[Recorded data]
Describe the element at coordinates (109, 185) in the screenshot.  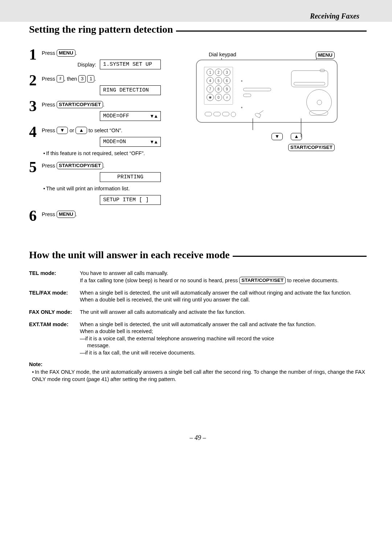
I see `step-5: 5 Press START/COPY/SET. PRINTING The uni…` at that location.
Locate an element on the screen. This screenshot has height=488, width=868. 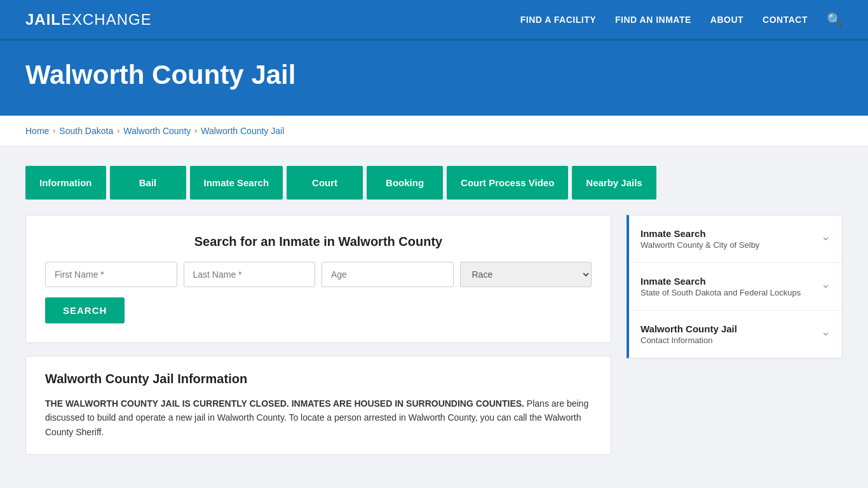
sidebar-item-3: Walworth County Jail Contact Information… is located at coordinates (736, 334).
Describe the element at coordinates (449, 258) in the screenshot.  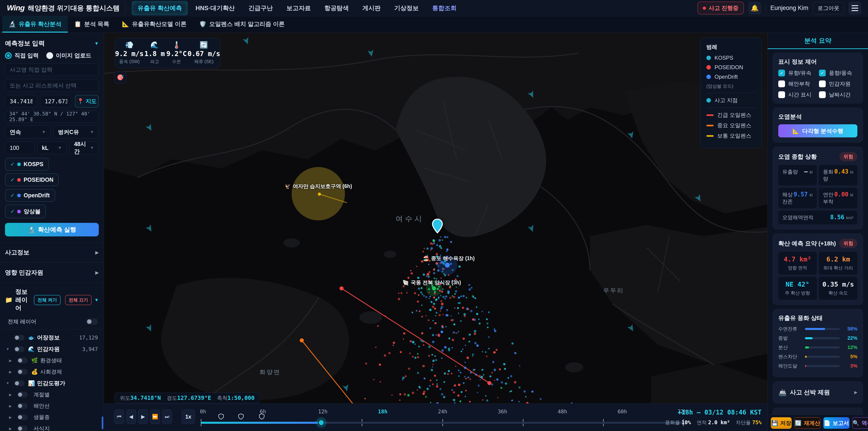
I see `beach-marker-label: 🏖️ 종포 해수욕장 (1h)` at that location.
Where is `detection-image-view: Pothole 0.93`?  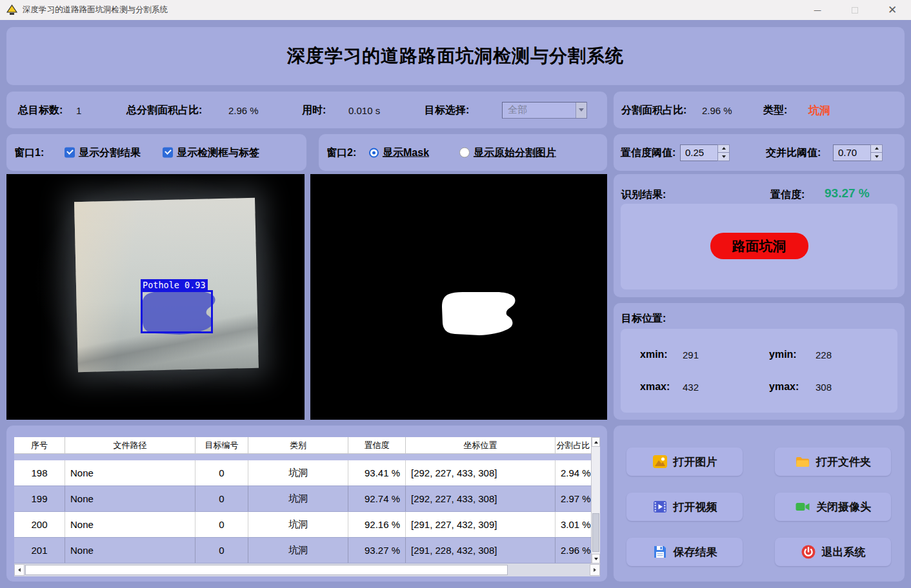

* **Assigned task**: Apart from the pictures, set down all the entries above exactly.

* **Result of this task**:
Describe the element at coordinates (109, 185) in the screenshot.  
I see `step-5: 5 Press START/COPY/SET. PRINTING The uni…` at that location.
Locate an element on the screen. This screenshot has height=488, width=868. 
sidebar-item-3: Walworth County Jail Contact Information… is located at coordinates (736, 334).
Describe the element at coordinates (449, 258) in the screenshot.  
I see `beach-marker-label: 🏖️ 종포 해수욕장 (1h)` at that location.
Where is `detection-image-view: Pothole 0.93`?  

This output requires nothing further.